CoachXPro Sprint Tool

Sprint Resistance Velocity Drop Calculator

Calculate how much a resisted sprint slows an athlete down compared to their normal sprint. Use the result to decide whether the load fits the training goal: speed exposure, speed-preserving resistance, acceleration power, heavy force-oriented work, or return-to-sprint progression.

This lets the calculator compare the result against a target velocity-drop range.
meters
Use the exact same distance for both trials. Example: flying 10m, 20m acceleration, 30m acceleration.
seconds
The athlete’s normal sprint time without resistance.
seconds
The athlete’s time with sled, hill, band, partner resistance, parachute, or another resisted setup.
Optional, but useful if you want to recreate or adjust the setup later.

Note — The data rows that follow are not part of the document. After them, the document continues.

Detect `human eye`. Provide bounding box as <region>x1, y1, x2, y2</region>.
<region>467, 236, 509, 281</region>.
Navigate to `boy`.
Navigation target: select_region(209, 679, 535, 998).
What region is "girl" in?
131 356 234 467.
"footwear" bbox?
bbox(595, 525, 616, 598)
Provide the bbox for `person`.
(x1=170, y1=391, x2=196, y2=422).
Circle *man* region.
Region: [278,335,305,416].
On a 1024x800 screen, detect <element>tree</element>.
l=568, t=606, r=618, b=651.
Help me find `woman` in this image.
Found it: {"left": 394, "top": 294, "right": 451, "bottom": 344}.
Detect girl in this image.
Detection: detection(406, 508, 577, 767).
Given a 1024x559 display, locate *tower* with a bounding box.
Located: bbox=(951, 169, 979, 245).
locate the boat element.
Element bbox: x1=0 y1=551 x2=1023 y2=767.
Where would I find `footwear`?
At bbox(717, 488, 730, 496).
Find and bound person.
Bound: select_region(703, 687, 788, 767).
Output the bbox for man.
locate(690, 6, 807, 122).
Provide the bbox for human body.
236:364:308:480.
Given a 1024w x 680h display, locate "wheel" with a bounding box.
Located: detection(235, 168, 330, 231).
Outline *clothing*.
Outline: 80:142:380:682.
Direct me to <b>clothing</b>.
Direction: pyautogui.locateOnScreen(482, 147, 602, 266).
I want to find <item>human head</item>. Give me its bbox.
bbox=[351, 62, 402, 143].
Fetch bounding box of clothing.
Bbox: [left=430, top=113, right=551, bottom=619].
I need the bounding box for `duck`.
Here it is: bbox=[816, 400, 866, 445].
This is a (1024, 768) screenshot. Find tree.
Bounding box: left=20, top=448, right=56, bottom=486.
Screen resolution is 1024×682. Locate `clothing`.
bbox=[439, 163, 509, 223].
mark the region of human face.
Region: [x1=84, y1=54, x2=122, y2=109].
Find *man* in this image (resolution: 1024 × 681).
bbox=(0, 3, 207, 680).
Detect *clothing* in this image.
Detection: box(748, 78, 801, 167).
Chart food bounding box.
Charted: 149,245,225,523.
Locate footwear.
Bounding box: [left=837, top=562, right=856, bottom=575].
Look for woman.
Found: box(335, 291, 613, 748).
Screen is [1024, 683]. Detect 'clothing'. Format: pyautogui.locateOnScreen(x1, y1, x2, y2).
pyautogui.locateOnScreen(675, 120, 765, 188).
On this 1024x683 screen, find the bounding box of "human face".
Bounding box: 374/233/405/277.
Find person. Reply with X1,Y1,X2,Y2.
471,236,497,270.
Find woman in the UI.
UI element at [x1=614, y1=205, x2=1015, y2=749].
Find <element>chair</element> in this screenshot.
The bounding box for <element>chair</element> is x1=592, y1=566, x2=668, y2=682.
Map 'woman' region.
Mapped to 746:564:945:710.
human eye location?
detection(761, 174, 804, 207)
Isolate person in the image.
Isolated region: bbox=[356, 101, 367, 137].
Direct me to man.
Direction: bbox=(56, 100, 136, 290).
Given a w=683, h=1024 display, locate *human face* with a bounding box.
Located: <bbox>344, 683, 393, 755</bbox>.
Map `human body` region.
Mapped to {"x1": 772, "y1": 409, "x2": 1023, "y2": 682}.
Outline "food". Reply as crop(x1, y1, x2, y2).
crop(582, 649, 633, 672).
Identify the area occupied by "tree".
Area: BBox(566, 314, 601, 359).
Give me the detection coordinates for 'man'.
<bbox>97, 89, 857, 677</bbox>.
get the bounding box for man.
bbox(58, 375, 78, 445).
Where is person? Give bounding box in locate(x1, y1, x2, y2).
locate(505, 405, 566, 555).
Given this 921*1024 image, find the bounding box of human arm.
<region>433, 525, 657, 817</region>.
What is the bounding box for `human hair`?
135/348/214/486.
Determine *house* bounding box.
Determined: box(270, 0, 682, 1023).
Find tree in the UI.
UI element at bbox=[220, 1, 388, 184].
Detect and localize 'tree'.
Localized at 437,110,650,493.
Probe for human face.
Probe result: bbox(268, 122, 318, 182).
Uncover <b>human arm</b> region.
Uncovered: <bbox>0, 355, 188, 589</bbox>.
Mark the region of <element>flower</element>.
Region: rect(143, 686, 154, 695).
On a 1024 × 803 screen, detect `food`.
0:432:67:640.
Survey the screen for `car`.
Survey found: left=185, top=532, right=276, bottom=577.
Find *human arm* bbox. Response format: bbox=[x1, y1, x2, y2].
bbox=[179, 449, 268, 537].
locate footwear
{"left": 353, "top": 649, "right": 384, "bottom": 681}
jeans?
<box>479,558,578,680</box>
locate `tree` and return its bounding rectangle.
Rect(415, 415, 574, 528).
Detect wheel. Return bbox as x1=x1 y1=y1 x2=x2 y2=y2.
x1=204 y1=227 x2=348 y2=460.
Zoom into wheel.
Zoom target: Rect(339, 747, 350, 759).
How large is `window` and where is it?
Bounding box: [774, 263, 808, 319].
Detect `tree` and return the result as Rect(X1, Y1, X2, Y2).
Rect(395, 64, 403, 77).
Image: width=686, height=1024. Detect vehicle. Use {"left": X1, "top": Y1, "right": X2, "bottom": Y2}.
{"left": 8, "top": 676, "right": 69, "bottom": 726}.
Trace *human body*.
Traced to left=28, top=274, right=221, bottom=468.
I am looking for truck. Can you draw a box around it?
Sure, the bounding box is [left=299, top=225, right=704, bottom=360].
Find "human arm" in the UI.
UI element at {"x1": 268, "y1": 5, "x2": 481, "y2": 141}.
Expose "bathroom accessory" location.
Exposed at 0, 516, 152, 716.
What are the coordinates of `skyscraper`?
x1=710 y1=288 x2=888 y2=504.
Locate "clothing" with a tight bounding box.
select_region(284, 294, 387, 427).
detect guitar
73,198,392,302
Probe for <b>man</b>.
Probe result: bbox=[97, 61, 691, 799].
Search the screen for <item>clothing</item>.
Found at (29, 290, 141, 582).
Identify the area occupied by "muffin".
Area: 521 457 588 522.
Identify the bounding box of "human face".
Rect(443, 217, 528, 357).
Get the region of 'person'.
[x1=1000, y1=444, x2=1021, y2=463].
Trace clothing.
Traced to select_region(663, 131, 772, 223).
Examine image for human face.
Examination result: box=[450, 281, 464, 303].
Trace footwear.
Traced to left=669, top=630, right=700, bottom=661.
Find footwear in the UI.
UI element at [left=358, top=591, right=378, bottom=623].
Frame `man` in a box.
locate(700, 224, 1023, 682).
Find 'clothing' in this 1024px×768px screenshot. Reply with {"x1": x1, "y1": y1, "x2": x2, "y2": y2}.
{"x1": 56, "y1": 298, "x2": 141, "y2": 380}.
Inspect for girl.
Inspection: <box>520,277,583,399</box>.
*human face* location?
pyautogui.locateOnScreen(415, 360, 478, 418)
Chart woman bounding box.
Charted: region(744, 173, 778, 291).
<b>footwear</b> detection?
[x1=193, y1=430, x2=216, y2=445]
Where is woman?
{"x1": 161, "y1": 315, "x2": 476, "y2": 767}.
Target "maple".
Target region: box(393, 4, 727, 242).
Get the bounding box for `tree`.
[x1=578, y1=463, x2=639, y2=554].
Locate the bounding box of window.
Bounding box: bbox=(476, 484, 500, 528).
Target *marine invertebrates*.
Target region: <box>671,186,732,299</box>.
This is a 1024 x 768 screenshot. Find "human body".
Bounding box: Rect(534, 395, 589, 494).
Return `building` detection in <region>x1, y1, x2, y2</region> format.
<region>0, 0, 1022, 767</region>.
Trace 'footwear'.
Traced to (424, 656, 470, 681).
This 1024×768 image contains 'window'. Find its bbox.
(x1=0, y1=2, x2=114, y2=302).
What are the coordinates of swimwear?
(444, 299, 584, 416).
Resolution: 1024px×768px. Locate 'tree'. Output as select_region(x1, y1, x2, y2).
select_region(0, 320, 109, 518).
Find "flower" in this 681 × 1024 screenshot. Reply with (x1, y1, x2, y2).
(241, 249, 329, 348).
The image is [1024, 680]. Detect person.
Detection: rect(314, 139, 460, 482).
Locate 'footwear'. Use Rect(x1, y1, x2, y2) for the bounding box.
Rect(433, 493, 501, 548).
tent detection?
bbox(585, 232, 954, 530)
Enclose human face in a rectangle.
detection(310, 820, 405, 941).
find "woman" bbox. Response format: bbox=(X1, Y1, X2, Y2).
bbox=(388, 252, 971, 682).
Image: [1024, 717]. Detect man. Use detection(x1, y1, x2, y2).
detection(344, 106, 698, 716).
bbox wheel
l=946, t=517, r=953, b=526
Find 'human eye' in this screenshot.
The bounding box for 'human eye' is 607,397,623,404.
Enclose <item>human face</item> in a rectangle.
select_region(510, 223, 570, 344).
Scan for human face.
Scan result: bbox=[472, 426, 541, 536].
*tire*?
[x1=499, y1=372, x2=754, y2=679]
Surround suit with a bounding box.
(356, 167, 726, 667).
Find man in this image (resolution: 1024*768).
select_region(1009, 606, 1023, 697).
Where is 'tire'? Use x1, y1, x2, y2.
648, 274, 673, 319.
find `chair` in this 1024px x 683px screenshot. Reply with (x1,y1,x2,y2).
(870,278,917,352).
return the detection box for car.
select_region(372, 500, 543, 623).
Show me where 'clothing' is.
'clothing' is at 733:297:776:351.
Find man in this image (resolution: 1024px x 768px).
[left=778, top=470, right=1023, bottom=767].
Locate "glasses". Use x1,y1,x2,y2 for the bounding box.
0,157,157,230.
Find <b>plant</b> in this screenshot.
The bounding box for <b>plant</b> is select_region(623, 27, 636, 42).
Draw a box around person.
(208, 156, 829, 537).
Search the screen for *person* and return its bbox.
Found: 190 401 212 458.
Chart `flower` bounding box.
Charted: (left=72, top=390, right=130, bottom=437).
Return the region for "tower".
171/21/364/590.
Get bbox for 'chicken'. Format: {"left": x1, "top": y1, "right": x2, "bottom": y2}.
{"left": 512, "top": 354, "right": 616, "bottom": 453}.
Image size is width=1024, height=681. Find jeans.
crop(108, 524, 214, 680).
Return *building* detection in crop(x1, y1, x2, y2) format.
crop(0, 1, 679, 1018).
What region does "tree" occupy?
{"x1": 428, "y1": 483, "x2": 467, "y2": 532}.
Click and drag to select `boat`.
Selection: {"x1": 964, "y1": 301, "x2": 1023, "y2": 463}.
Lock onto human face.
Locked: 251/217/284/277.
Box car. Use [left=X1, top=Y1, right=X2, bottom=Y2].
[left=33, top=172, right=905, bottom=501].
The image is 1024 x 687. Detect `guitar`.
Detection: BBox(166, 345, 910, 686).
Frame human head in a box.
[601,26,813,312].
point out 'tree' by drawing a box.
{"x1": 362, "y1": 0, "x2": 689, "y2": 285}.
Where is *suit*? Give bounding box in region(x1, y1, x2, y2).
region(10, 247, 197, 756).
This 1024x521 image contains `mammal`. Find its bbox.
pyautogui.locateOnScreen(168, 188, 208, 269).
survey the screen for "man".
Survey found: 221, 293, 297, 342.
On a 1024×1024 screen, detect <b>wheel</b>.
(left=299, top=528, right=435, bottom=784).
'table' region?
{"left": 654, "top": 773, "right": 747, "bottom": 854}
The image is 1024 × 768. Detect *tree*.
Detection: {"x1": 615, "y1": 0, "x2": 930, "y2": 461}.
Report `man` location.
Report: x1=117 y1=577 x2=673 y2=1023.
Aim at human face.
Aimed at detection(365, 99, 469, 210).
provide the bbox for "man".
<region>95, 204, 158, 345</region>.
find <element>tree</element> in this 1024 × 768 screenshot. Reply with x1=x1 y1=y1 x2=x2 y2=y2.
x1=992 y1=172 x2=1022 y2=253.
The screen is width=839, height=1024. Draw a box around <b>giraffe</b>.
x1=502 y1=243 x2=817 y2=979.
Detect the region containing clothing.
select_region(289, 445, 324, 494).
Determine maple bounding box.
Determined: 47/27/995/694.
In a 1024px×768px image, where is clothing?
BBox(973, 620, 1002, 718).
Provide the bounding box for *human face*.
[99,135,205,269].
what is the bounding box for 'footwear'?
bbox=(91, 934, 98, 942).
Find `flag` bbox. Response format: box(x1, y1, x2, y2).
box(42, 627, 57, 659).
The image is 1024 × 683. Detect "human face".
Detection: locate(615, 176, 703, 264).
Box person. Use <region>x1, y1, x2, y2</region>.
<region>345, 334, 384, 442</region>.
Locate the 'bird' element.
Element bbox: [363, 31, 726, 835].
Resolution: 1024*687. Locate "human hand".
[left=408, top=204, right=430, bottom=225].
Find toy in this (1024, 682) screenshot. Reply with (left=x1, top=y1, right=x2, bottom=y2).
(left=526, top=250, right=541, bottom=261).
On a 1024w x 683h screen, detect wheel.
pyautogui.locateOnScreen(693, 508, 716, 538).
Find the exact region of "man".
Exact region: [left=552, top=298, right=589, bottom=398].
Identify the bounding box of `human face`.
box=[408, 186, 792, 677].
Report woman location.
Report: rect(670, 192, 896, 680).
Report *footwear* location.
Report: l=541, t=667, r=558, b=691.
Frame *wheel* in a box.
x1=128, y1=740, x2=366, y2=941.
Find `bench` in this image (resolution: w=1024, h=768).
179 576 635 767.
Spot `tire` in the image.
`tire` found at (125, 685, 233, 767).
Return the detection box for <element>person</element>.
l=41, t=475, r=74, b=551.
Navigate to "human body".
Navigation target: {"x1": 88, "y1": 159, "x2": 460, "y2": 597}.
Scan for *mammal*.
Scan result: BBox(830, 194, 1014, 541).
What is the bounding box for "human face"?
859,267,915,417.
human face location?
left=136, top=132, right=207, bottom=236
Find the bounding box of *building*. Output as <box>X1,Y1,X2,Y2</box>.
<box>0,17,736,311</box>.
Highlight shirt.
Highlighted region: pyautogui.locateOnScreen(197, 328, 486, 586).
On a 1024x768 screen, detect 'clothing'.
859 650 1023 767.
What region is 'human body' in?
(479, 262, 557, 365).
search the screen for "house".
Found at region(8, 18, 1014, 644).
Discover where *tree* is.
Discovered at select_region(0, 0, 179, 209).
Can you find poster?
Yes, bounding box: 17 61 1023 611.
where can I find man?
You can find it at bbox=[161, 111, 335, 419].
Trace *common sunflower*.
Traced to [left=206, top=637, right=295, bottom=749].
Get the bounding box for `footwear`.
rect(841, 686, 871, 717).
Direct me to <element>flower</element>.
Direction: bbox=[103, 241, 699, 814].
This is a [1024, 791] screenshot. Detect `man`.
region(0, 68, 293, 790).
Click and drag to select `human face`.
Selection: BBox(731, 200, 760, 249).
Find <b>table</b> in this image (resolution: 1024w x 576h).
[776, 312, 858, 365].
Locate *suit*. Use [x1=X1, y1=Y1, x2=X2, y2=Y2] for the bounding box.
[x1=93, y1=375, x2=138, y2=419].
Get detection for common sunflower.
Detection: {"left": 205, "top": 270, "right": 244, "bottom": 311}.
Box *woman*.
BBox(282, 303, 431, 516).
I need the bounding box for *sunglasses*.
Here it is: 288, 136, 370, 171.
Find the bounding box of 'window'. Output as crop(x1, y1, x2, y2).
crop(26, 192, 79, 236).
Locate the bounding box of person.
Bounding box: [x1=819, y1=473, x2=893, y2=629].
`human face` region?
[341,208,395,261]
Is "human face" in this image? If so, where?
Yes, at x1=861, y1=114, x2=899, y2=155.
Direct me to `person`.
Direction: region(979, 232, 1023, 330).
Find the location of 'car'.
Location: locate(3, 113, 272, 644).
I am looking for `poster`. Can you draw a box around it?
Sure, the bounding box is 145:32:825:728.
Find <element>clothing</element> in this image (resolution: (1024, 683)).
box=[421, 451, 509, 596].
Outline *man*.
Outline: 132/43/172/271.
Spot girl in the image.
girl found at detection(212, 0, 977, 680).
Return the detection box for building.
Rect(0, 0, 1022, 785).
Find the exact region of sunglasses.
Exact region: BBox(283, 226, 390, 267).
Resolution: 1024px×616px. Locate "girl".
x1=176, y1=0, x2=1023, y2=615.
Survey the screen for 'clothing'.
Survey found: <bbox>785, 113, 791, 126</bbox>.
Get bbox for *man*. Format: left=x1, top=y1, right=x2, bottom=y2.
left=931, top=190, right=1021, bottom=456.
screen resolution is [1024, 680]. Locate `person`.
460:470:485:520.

Your results will appear here.

Enter the sprint distance, unresisted time, resisted time, and training intent to calculate velocity drop and get a coaching interpretation.

How the calculator works

The tool calculates baseline velocity, resisted velocity, and the percentage drop between them. A larger velocity drop means the athlete slowed down more under resistance.

Formula

Velocity = distance ÷ time

Velocity drop % = ((baseline velocity − resisted velocity) ÷ baseline velocity) × 100

General Interpretation Bands

Velocity Drop Category Common Use
0–5% Very light Speed exposure, rhythm, minimal overload
5–10% Light Speed-preserving resisted sprinting
10–20% Moderate Acceleration power or general resisted sprint work
20–30% Heavy Force-oriented acceleration; use carefully
30%+ Very heavy Usually too disruptive for normal sprint mechanics

These are general coaching bands, not universal rules. The best resisted sprint load depends on the athlete, training phase, sprint distance, technical model, timing accuracy, and the purpose of the session.